Challenges For Babies

Babies can be very affected if their mothers smoked while they were pregnant. Babies of smokers are more likely to be born premature, have low birth weight, which is the leading cause of infant mortality, and be more likely to die of SIDS (sudden infant death syndrome), which is when a baby that seems healthy just dies while sleeping. Horrifying. There’s also higher instances of some birth defects, like cleft lip or cleft palate.

Unfortunately, many of these health risks remain the case with second-hand smoke as well. Exposure to second-hand tobacco smoke in utero is associated with lower birth weight, premature birth, and spontaneous abortion. Babies exposed to second-hand smoke once born are more likely to be asthmatic and to get ear infections. They’re also at higher risk for SIDS.

Breastfeeding

Smoking also affects breast milk in both quality and quantity. If the mother smokes heavily while breastfeeding, researchers have found that the amount of nicotine and other toxins the baby ingests can be on the level of one cigarette a day. This can result in developmental delays, low weight, as well as just making the baby sick. Smokers also produce less breast milk than non-smokers. And the worse news is that all these bad things can happen with exposure to second-hand smoke too.

Other Reproductive Health Risks

But it doesn't stop there folks! There are plenty of other reproductive health risks to smoking.

Cancer

Researchers have found that women who smoke are at higher risk than non-smokers to develop many types of gynecologic cancer (including cervical cancer and ovarian cancer).

Hormonal Changes

Smoking can also lower your estrogen levels, which is one of the hormones that dictates your menstrual cycle. Lower levels of this hormone can lead to osteoporosis and heart disease.

Birth Control Side-Effects

If you are on a combined hormonal birth control (one with both estrogen and progestin hormones), you’re already at a higher risk of heart disease. If you also smoke, your risk of having a heart attack is 20 times higher than a non-smoker who is on the same pill. Taking an oral contraceptive while smoking is also associated with higher risk of stroke as well as blood clots.

The Bottom Line

At the end of the day, it’s up to you whether you smoke or not. Addiction can be immensely powerful, and quitting rarely if ever looks like someone just deciding one day to walk away and being successful. People choose to start smoking for innumerable reasons that should not be discounted — they like the way it makes them feel, it helps them mitigate stress, their friends are doing it, they think it’s sexy, whatever.

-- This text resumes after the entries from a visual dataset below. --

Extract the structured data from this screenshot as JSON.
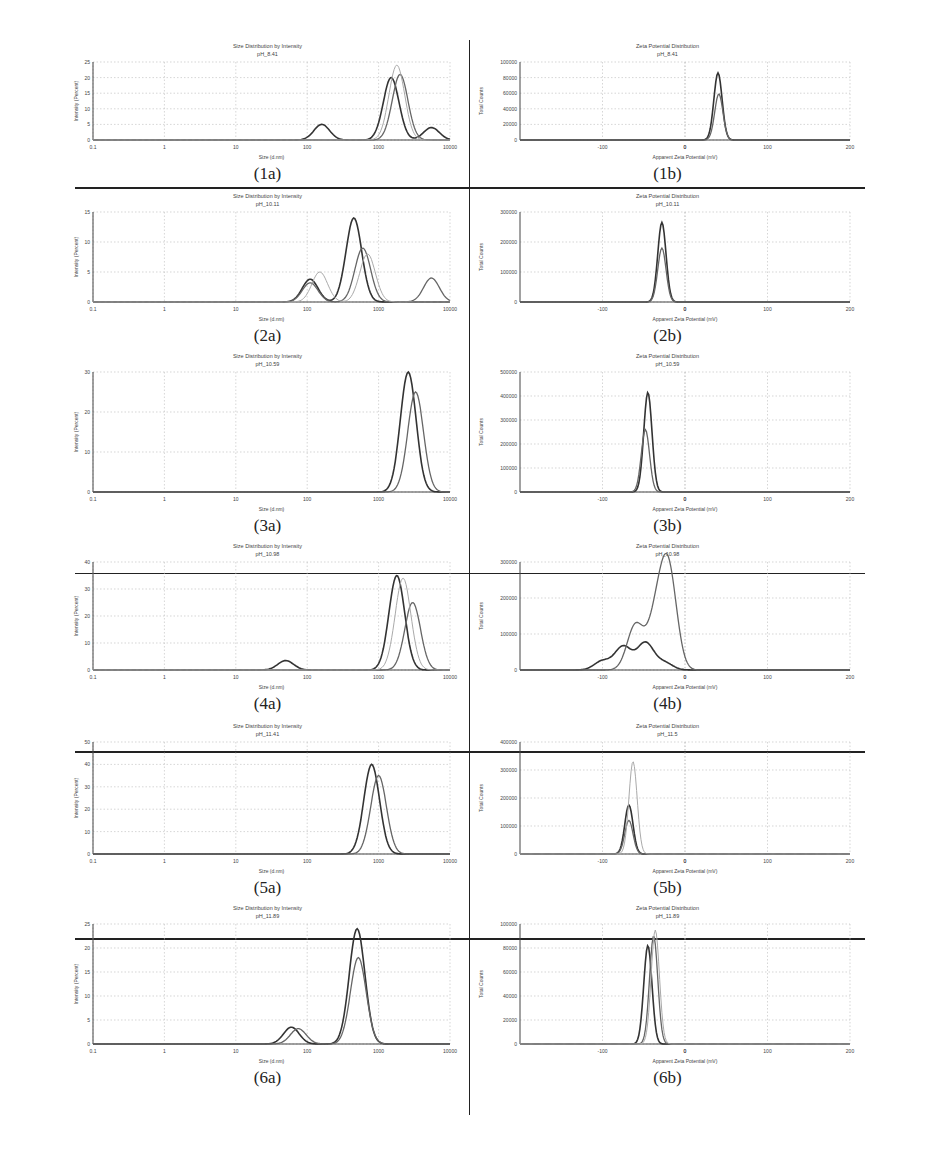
{
  "figure": {
    "panels": [
      {
        "id": "1a",
        "caption": "(1a)",
        "title": "Size Distribution by Intensity",
        "subtitle": "pH_8.41",
        "xlabel": "Size (d.nm)",
        "ylabel": "Intensity (Percent)"
      },
      {
        "id": "1b",
        "caption": "(1b)",
        "title": "Zeta Potential Distribution",
        "subtitle": "pH_8.41",
        "xlabel": "Apparent Zeta Potential (mV)",
        "ylabel": "Total Counts"
      },
      {
        "id": "2a",
        "caption": "(2a)",
        "title": "Size Distribution by Intensity",
        "subtitle": "pH_10.11",
        "xlabel": "Size (d.nm)",
        "ylabel": "Intensity (Percent)"
      },
      {
        "id": "2b",
        "caption": "(2b)",
        "title": "Zeta Potential Distribution",
        "subtitle": "pH_10.11",
        "xlabel": "Apparent Zeta Potential (mV)",
        "ylabel": "Total Counts"
      },
      {
        "id": "3a",
        "caption": "(3a)",
        "title": "Size Distribution by Intensity",
        "subtitle": "pH_10.59",
        "xlabel": "Size (d.nm)",
        "ylabel": "Intensity (Percent)"
      },
      {
        "id": "3b",
        "caption": "(3b)",
        "title": "Zeta Potential Distribution",
        "subtitle": "pH_10.59",
        "xlabel": "Apparent Zeta Potential (mV)",
        "ylabel": "Total Counts"
      },
      {
        "id": "4a",
        "caption": "(4a)",
        "title": "Size Distribution by Intensity",
        "subtitle": "pH_10.98",
        "xlabel": "Size (d.nm)",
        "ylabel": "Intensity (Percent)"
      },
      {
        "id": "4b",
        "caption": "(4b)",
        "title": "Zeta Potential Distribution",
        "subtitle": "pH_10.98",
        "xlabel": "Apparent Zeta Potential (mV)",
        "ylabel": "Total Counts"
      },
      {
        "id": "5a",
        "caption": "(5a)",
        "title": "Size Distribution by Intensity",
        "subtitle": "pH_11.41",
        "xlabel": "Size (d.nm)",
        "ylabel": "Intensity (Percent)"
      },
      {
        "id": "5b",
        "caption": "(5b)",
        "title": "Zeta Potential Distribution",
        "subtitle": "pH_11.5",
        "xlabel": "Apparent Zeta Potential (mV)",
        "ylabel": "Total Counts"
      },
      {
        "id": "6a",
        "caption": "(6a)",
        "title": "Size Distribution by Intensity",
        "subtitle": "pH_11.89",
        "xlabel": "Size (d.nm)",
        "ylabel": "Intensity (Percent)"
      },
      {
        "id": "6b",
        "caption": "(6b)",
        "title": "Zeta Potential Distribution",
        "subtitle": "pH_11.89",
        "xlabel": "Apparent Zeta Potential (mV)",
        "ylabel": "Total Counts"
      }
    ]
  },
  "chart_data": [
    {
      "id": "1a",
      "type": "line",
      "title": "Size Distribution by Intensity",
      "subtitle": "pH_8.41",
      "xlabel": "Size (d.nm)",
      "ylabel": "Intensity (Percent)",
      "xscale": "log",
      "xlim": [
        0.1,
        10000
      ],
      "xticks": [
        "0.1",
        "1",
        "10",
        "100",
        "1000",
        "10000"
      ],
      "ylim": [
        0,
        25
      ],
      "yticks": [
        "0",
        "5",
        "10",
        "15",
        "20",
        "25"
      ],
      "grid": true,
      "series": [
        {
          "name": "run 1",
          "peaks": [
            {
              "x": 160,
              "y": 5
            },
            {
              "x": 1500,
              "y": 20
            },
            {
              "x": 5500,
              "y": 4
            }
          ]
        },
        {
          "name": "run 2",
          "peaks": [
            {
              "x": 2000,
              "y": 21
            }
          ]
        },
        {
          "name": "run 3",
          "peaks": [
            {
              "x": 1800,
              "y": 24
            }
          ]
        }
      ]
    },
    {
      "id": "1b",
      "type": "line",
      "title": "Zeta Potential Distribution",
      "subtitle": "pH_8.41",
      "xlabel": "Apparent Zeta Potential (mV)",
      "ylabel": "Total Counts",
      "xlim": [
        -200,
        200
      ],
      "xticks": [
        "-100",
        "0",
        "100",
        "200"
      ],
      "ylim": [
        0,
        100000
      ],
      "yticks": [
        "0",
        "20000",
        "40000",
        "60000",
        "80000",
        "100000"
      ],
      "grid": true,
      "series": [
        {
          "name": "run 1",
          "peaks": [
            {
              "x": 40,
              "y": 86000
            }
          ]
        },
        {
          "name": "run 2",
          "peaks": [
            {
              "x": 41,
              "y": 59000
            }
          ]
        }
      ]
    },
    {
      "id": "2a",
      "type": "line",
      "title": "Size Distribution by Intensity",
      "subtitle": "pH_10.11",
      "xlabel": "Size (d.nm)",
      "ylabel": "Intensity (Percent)",
      "xscale": "log",
      "xlim": [
        0.1,
        10000
      ],
      "xticks": [
        "0.1",
        "1",
        "10",
        "100",
        "1000",
        "10000"
      ],
      "ylim": [
        0,
        15
      ],
      "yticks": [
        "0",
        "5",
        "10",
        "15"
      ],
      "grid": true,
      "series": [
        {
          "name": "run 1",
          "peaks": [
            {
              "x": 110,
              "y": 3.8
            },
            {
              "x": 450,
              "y": 14
            }
          ]
        },
        {
          "name": "run 2",
          "peaks": [
            {
              "x": 110,
              "y": 3.2
            },
            {
              "x": 600,
              "y": 9
            },
            {
              "x": 5500,
              "y": 4
            }
          ]
        },
        {
          "name": "run 3",
          "peaks": [
            {
              "x": 150,
              "y": 5
            },
            {
              "x": 700,
              "y": 8
            }
          ]
        }
      ]
    },
    {
      "id": "2b",
      "type": "line",
      "title": "Zeta Potential Distribution",
      "subtitle": "pH_10.11",
      "xlabel": "Apparent Zeta Potential (mV)",
      "ylabel": "Total Counts",
      "xlim": [
        -200,
        200
      ],
      "xticks": [
        "-100",
        "0",
        "100",
        "200"
      ],
      "ylim": [
        0,
        300000
      ],
      "yticks": [
        "0",
        "100000",
        "200000",
        "300000"
      ],
      "grid": true,
      "series": [
        {
          "name": "run 1",
          "peaks": [
            {
              "x": -28,
              "y": 265000
            }
          ]
        },
        {
          "name": "run 2",
          "peaks": [
            {
              "x": -28,
              "y": 180000
            }
          ]
        }
      ]
    },
    {
      "id": "3a",
      "type": "line",
      "title": "Size Distribution by Intensity",
      "subtitle": "pH_10.59",
      "xlabel": "Size (d.nm)",
      "ylabel": "Intensity (Percent)",
      "xscale": "log",
      "xlim": [
        0.1,
        10000
      ],
      "xticks": [
        "0.1",
        "1",
        "10",
        "100",
        "1000",
        "10000"
      ],
      "ylim": [
        0,
        30
      ],
      "yticks": [
        "0",
        "10",
        "20",
        "30"
      ],
      "grid": true,
      "series": [
        {
          "name": "run 1",
          "peaks": [
            {
              "x": 2600,
              "y": 30
            }
          ]
        },
        {
          "name": "run 2",
          "peaks": [
            {
              "x": 3300,
              "y": 25
            }
          ]
        }
      ]
    },
    {
      "id": "3b",
      "type": "line",
      "title": "Zeta Potential Distribution",
      "subtitle": "pH_10.59",
      "xlabel": "Apparent Zeta Potential (mV)",
      "ylabel": "Total Counts",
      "xlim": [
        -200,
        200
      ],
      "xticks": [
        "-100",
        "0",
        "100",
        "200"
      ],
      "ylim": [
        0,
        500000
      ],
      "yticks": [
        "0",
        "100000",
        "200000",
        "300000",
        "400000",
        "500000"
      ],
      "grid": true,
      "series": [
        {
          "name": "run 1",
          "peaks": [
            {
              "x": -45,
              "y": 415000
            }
          ]
        },
        {
          "name": "run 2",
          "peaks": [
            {
              "x": -48,
              "y": 260000
            }
          ]
        }
      ]
    },
    {
      "id": "4a",
      "type": "line",
      "title": "Size Distribution by Intensity",
      "subtitle": "pH_10.98",
      "xlabel": "Size (d.nm)",
      "ylabel": "Intensity (Percent)",
      "xscale": "log",
      "xlim": [
        0.1,
        10000
      ],
      "xticks": [
        "0.1",
        "1",
        "10",
        "100",
        "1000",
        "10000"
      ],
      "ylim": [
        0,
        40
      ],
      "yticks": [
        "0",
        "10",
        "20",
        "30",
        "40"
      ],
      "grid": true,
      "series": [
        {
          "name": "run 1",
          "peaks": [
            {
              "x": 50,
              "y": 3.5
            },
            {
              "x": 1800,
              "y": 35
            }
          ]
        },
        {
          "name": "run 2",
          "peaks": [
            {
              "x": 3000,
              "y": 25
            }
          ]
        },
        {
          "name": "run 3",
          "peaks": [
            {
              "x": 2200,
              "y": 34
            }
          ]
        }
      ]
    },
    {
      "id": "4b",
      "type": "line",
      "title": "Zeta Potential Distribution",
      "subtitle": "pH_10.98",
      "xlabel": "Apparent Zeta Potential (mV)",
      "ylabel": "Total Counts",
      "xlim": [
        -200,
        200
      ],
      "xticks": [
        "-100",
        "0",
        "100",
        "200"
      ],
      "ylim": [
        0,
        300000
      ],
      "yticks": [
        "0",
        "100000",
        "200000",
        "300000"
      ],
      "grid": true,
      "series": [
        {
          "name": "run 1",
          "peaks": [
            {
              "x": -100,
              "y": 25000
            },
            {
              "x": -75,
              "y": 65000
            },
            {
              "x": -48,
              "y": 75000
            },
            {
              "x": -25,
              "y": 20000
            }
          ]
        },
        {
          "name": "run 2",
          "peaks": [
            {
              "x": -60,
              "y": 125000
            },
            {
              "x": -35,
              "y": 135000
            },
            {
              "x": -20,
              "y": 270000
            }
          ]
        }
      ]
    },
    {
      "id": "5a",
      "type": "line",
      "title": "Size Distribution by Intensity",
      "subtitle": "pH_11.41",
      "xlabel": "Size (d.nm)",
      "ylabel": "Intensity (Percent)",
      "xscale": "log",
      "xlim": [
        0.1,
        10000
      ],
      "xticks": [
        "0.1",
        "1",
        "10",
        "100",
        "1000",
        "10000"
      ],
      "ylim": [
        0,
        50
      ],
      "yticks": [
        "0",
        "10",
        "20",
        "30",
        "40",
        "50"
      ],
      "grid": true,
      "series": [
        {
          "name": "run 1",
          "peaks": [
            {
              "x": 800,
              "y": 40
            }
          ]
        },
        {
          "name": "run 2",
          "peaks": [
            {
              "x": 1000,
              "y": 35
            }
          ]
        }
      ]
    },
    {
      "id": "5b",
      "type": "line",
      "title": "Zeta Potential Distribution",
      "subtitle": "pH_11.5",
      "xlabel": "Apparent Zeta Potential (mV)",
      "ylabel": "Total Counts",
      "xlim": [
        -200,
        200
      ],
      "xticks": [
        "-100",
        "0",
        "100",
        "200"
      ],
      "ylim": [
        0,
        400000
      ],
      "yticks": [
        "0",
        "100000",
        "200000",
        "300000",
        "400000"
      ],
      "grid": true,
      "series": [
        {
          "name": "run 1",
          "peaks": [
            {
              "x": -68,
              "y": 175000
            }
          ]
        },
        {
          "name": "run 2",
          "peaks": [
            {
              "x": -68,
              "y": 120000
            }
          ]
        },
        {
          "name": "run 3",
          "peaks": [
            {
              "x": -63,
              "y": 330000
            }
          ]
        }
      ]
    },
    {
      "id": "6a",
      "type": "line",
      "title": "Size Distribution by Intensity",
      "subtitle": "pH_11.89",
      "xlabel": "Size (d.nm)",
      "ylabel": "Intensity (Percent)",
      "xscale": "log",
      "xlim": [
        0.1,
        10000
      ],
      "xticks": [
        "0.1",
        "1",
        "10",
        "100",
        "1000",
        "10000"
      ],
      "ylim": [
        0,
        25
      ],
      "yticks": [
        "0",
        "5",
        "10",
        "15",
        "20",
        "25"
      ],
      "grid": true,
      "series": [
        {
          "name": "run 1",
          "peaks": [
            {
              "x": 60,
              "y": 3.5
            },
            {
              "x": 500,
              "y": 24
            }
          ]
        },
        {
          "name": "run 2",
          "peaks": [
            {
              "x": 75,
              "y": 3.2
            },
            {
              "x": 520,
              "y": 18
            }
          ]
        }
      ]
    },
    {
      "id": "6b",
      "type": "line",
      "title": "Zeta Potential Distribution",
      "subtitle": "pH_11.89",
      "xlabel": "Apparent Zeta Potential (mV)",
      "ylabel": "Total Counts",
      "xlim": [
        -200,
        200
      ],
      "xticks": [
        "-100",
        "0",
        "100",
        "200"
      ],
      "ylim": [
        0,
        100000
      ],
      "yticks": [
        "0",
        "20000",
        "40000",
        "60000",
        "80000",
        "100000"
      ],
      "grid": true,
      "series": [
        {
          "name": "run 1",
          "peaks": [
            {
              "x": -45,
              "y": 82000
            }
          ]
        },
        {
          "name": "run 2",
          "peaks": [
            {
              "x": -38,
              "y": 90000
            }
          ]
        },
        {
          "name": "run 3",
          "peaks": [
            {
              "x": -36,
              "y": 95000
            }
          ]
        }
      ]
    }
  ]
}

Lots of human research shows that just telling people about potential future health risks isn’t always enough to get them to stop doing something that they take pleasure in now. If you are interested in quitting smoking to protect your health (and the health of your potential future wee ones), it’s important to know that quitting is super difficult! It may take you many tries, and that’s totally normal and okay. Getting people you love and trust to support you (and not be the friend in the club offering you a smoke when you’re already buzzed) is critical, and finding a doctor or a program to help is a good idea too.

The good news is that if you stop using tobacco products, your body can reset rather quickly, making all these scary risks drop way down. For instance, if you stop smoking when you’re pregnant, you can reduce the low birth weight of your baby significantly. Similarly, if you stop smoking, your risk of ovarian cancer will eventually go back to that of a non-smoker.

Just remember, when you’re really jonesing for a puff, that you’re working actively to protect your health and the health of future generations. That is pretty f***ing powerful!